It's not much to look at. The structure actually leans a bit and most people would probably wonder if it was in danger of collapsing. The tin-metal roof is rusted and curling at the corners. The wreath above the front door is worn and dull.
Photo by Siobhann via flickr
But take a breath, steel your nerves and walk through the door.
Your reward is a small, dark room — lit by only Christmas-tree lights — with a few scattered tables and a narrow bar extending into the red and green glowing depths of what you'd swear is little more than an old shack.
This is a dive bar — the casualness in which it presents it's condition attests to that fact — but there's something about Snake and Jake's Christmas Club Lounge that elevates it above other, grungier joints in the city. It's the reason Bourdain drank here. It's the reason Clooney drank here too.
It's history is a bit vague.
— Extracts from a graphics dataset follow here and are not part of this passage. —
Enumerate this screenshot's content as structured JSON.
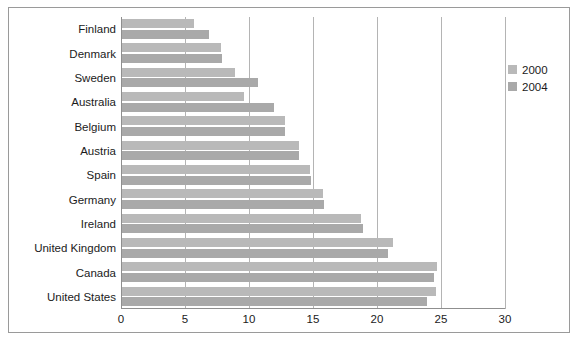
{
  "chart_data": {
    "type": "bar",
    "orientation": "horizontal",
    "title": "",
    "subtitle": "",
    "xlabel": "",
    "ylabel": "",
    "xlim": [
      0,
      30
    ],
    "xticks": [
      0,
      5,
      10,
      15,
      20,
      25,
      30
    ],
    "xtick_labels": [
      "0",
      "5",
      "10",
      "15",
      "20",
      "25",
      "30"
    ],
    "grid": true,
    "grid_axis": "x",
    "legend_position": "right",
    "categories": [
      "Finland",
      "Denmark",
      "Sweden",
      "Australia",
      "Belgium",
      "Austria",
      "Spain",
      "Germany",
      "Ireland",
      "United Kingdom",
      "Canada",
      "United States"
    ],
    "series": [
      {
        "name": "2000",
        "color": "#b9b9b9",
        "values": [
          5.6,
          7.7,
          8.8,
          9.5,
          12.7,
          13.8,
          14.7,
          15.7,
          18.7,
          21.2,
          24.6,
          24.5
        ]
      },
      {
        "name": "2004",
        "color": "#a9a9a9",
        "values": [
          6.8,
          7.8,
          10.6,
          11.9,
          12.7,
          13.8,
          14.8,
          15.8,
          18.8,
          20.8,
          24.4,
          23.8
        ]
      }
    ]
  },
  "legend": {
    "entries": [
      {
        "label": "2000",
        "color": "#b9b9b9"
      },
      {
        "label": "2004",
        "color": "#a9a9a9"
      }
    ]
  },
  "style": {
    "frame_color": "#9a9a9a",
    "grid_color": "#b4b4b4",
    "axis_color": "#8f8f8f",
    "text_color": "#1b1b1b",
    "background": "#ffffff"
  }
}
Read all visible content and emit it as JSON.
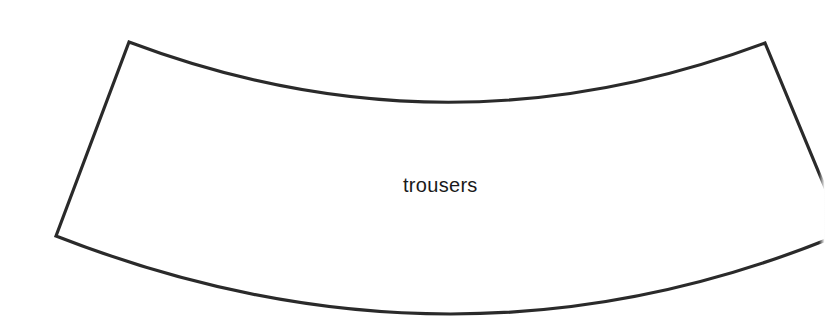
{
  "diagram": {
    "type": "pattern-piece",
    "shape": "annular-sector",
    "label": "trousers",
    "stroke_color": "#2a2a2a",
    "fill_color": "#ffffff",
    "background": "#ffffff"
  }
}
We were told it might have been founded in the '50s: Dave, the current owner, grew up in the area remembers it from his childhood in the '50s, so we at least have a general time-frame. He also thinks it was an auto shop of some kind before it became a bar — the general shape of the place — long and narrow as if a garage — gives him this idea.
When we visited there were regulars of all kinds strewn about the bar: students from nearby Tulane, city officials, business-people and blue collar workers. They talked in hushed tones with the occasional loud guffaws that follow an indecent joke or shared narrative of someone's day.